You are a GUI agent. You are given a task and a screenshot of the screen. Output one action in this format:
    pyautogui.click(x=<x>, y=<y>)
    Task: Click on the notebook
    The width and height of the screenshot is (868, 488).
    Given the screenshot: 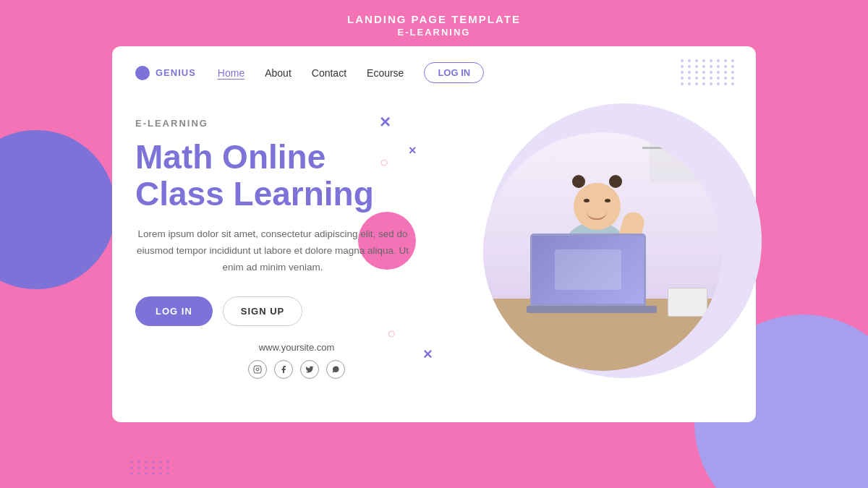 What is the action you would take?
    pyautogui.click(x=687, y=302)
    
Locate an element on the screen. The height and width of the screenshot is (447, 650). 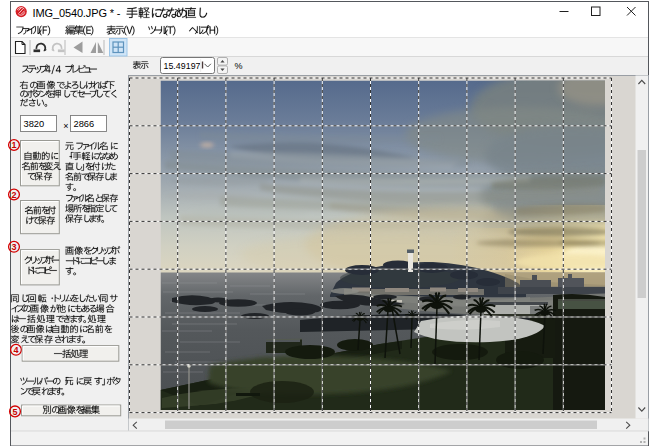
svg-text: 1 is located at coordinates (14, 145).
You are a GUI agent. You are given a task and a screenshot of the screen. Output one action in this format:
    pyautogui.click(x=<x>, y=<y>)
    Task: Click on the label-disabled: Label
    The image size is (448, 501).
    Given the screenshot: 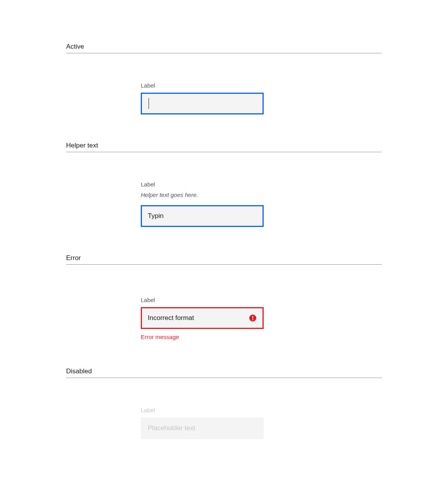 What is the action you would take?
    pyautogui.click(x=202, y=410)
    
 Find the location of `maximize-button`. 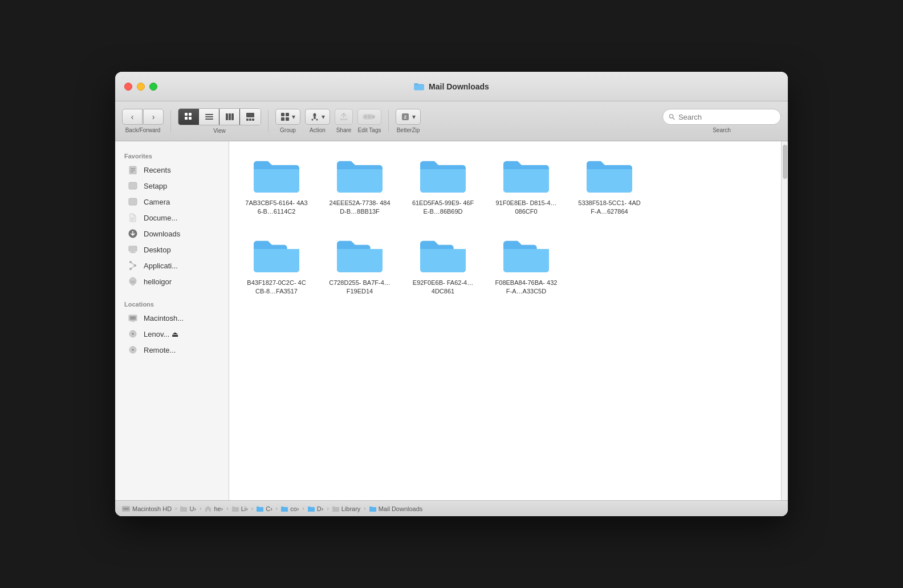

maximize-button is located at coordinates (153, 87).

ACTIVITY:
For this exercise, please copy exactly the lines of the material above from its first line through the line where "The width and" appears.

RESULT:
You are a GUI agent. You are given a task and a screenshot of the screen. Output one action in this format:
    pyautogui.click(x=<x>, y=<y>)
    Task: Click on the notebook
    The width and height of the screenshot is (868, 488).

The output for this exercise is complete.